In
one of the loneliest districts of Scotland, where the peat cottages
are darkest, just at the western foot of that great mass of the Grampians
which encircles the sources of the Spey and the Dee, the main road
which traverses the chain winds round the foot of a broken rock called
Crag, or Craig Ellachie. There is nothing remarkable in either its
height or form; it is darkened with a few scattered pines, and touched
along its summit with a flush of heather; but it constitutes a kind
of headland, or leading promontory, in the group of hills to which
it belongs--a sort of initial letter of the mountains; and thus stands
in the mind of the inhabitants of the district, the Clan Grant, for
a type of their country, and of the influence of that country upon
themselves. Their sense of this is beautifully indicated in the war-cry
of the clan, "Stand fast, Craig Ellachie." You may think
long over those few words without exhausting the deep wells of feeling
and thought contained in them--the love of the native land, the assurance
of their faithfulness to it; the subdued and gentle assertion of indomitable
courage--I _may_ need to be told to stand, but, if I do, Craig Ellachie
does. You could not but have felt, had you passed beneath it at the
time when so many of England's dearest children were being defended
by the strength of heart of men born at its foot, how often among
the delicate Indian palaces, whose marble was pallid with horror,
and whose vermilion was darkened with blood, the remembrance of its
rough grey rocks and purple heaths must have risen before the sight
of the Highland soldier; how often the hailing of the shot and the
shriek of battle would pass away from his hearing, and leave only
the whisper of the old pine branches--"Stand fast, Craig Ellachie!"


■ Task goal ■
Please return all lines of the data below containing the string "Open".

[Element data from apps and pages]
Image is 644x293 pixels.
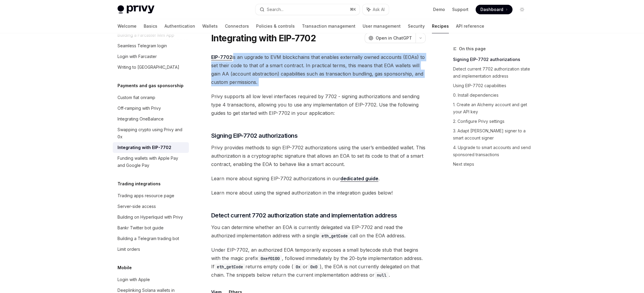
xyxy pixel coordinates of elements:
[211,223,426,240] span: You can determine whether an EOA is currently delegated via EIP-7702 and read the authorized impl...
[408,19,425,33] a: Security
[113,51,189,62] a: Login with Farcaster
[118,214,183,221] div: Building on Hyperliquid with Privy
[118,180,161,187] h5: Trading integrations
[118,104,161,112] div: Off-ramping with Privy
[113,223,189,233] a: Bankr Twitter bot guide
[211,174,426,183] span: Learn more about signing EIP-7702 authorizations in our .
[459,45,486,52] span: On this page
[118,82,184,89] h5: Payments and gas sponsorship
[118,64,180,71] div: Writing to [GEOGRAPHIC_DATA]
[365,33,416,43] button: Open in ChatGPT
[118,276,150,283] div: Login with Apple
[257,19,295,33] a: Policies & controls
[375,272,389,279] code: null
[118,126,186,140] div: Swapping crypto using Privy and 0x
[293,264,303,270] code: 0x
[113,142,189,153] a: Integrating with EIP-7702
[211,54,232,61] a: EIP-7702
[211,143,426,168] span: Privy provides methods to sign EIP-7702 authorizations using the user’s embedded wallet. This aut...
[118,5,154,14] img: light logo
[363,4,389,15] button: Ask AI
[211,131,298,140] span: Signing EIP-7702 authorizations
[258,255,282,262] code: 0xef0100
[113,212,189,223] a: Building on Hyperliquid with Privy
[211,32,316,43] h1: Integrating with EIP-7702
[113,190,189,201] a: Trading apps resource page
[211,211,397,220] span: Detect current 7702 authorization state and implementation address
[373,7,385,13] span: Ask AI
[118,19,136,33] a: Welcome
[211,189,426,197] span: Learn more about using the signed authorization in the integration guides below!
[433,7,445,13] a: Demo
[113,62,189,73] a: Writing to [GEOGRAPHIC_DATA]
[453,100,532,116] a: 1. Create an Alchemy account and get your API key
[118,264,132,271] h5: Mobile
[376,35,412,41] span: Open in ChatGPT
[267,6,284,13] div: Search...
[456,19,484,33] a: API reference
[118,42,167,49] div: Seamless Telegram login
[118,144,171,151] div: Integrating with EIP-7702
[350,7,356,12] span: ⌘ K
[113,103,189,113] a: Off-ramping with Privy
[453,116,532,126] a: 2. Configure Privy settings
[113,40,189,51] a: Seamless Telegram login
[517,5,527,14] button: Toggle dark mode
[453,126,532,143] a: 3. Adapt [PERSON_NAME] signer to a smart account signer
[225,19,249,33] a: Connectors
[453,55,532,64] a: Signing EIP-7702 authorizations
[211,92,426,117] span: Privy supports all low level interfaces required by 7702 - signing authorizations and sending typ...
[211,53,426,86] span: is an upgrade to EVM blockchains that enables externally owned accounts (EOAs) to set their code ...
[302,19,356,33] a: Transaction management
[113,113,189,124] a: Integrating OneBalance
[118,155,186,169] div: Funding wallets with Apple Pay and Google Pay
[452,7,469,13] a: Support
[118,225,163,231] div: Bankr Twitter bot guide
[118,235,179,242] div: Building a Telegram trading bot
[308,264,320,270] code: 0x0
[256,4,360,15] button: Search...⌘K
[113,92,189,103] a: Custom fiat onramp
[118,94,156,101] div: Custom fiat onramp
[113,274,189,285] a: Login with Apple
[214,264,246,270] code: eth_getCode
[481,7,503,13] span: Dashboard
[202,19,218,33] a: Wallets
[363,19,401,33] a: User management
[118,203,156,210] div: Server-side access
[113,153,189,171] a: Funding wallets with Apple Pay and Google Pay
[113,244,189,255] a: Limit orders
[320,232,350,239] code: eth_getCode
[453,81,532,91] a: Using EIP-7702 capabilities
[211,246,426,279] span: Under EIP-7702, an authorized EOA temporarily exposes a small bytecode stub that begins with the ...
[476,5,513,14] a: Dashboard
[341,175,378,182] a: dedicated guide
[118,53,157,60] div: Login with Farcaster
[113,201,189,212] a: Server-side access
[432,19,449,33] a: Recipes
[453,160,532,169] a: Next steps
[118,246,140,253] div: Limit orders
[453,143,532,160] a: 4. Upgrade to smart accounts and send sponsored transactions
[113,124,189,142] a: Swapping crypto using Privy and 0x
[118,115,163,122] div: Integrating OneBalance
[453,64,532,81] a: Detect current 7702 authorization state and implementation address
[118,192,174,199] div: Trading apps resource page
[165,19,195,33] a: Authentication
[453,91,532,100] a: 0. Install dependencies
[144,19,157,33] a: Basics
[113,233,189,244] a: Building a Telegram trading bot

■ Completed exercise ■
[365,33,416,43] button: Open in ChatGPT
[376,35,412,41] span: Open in ChatGPT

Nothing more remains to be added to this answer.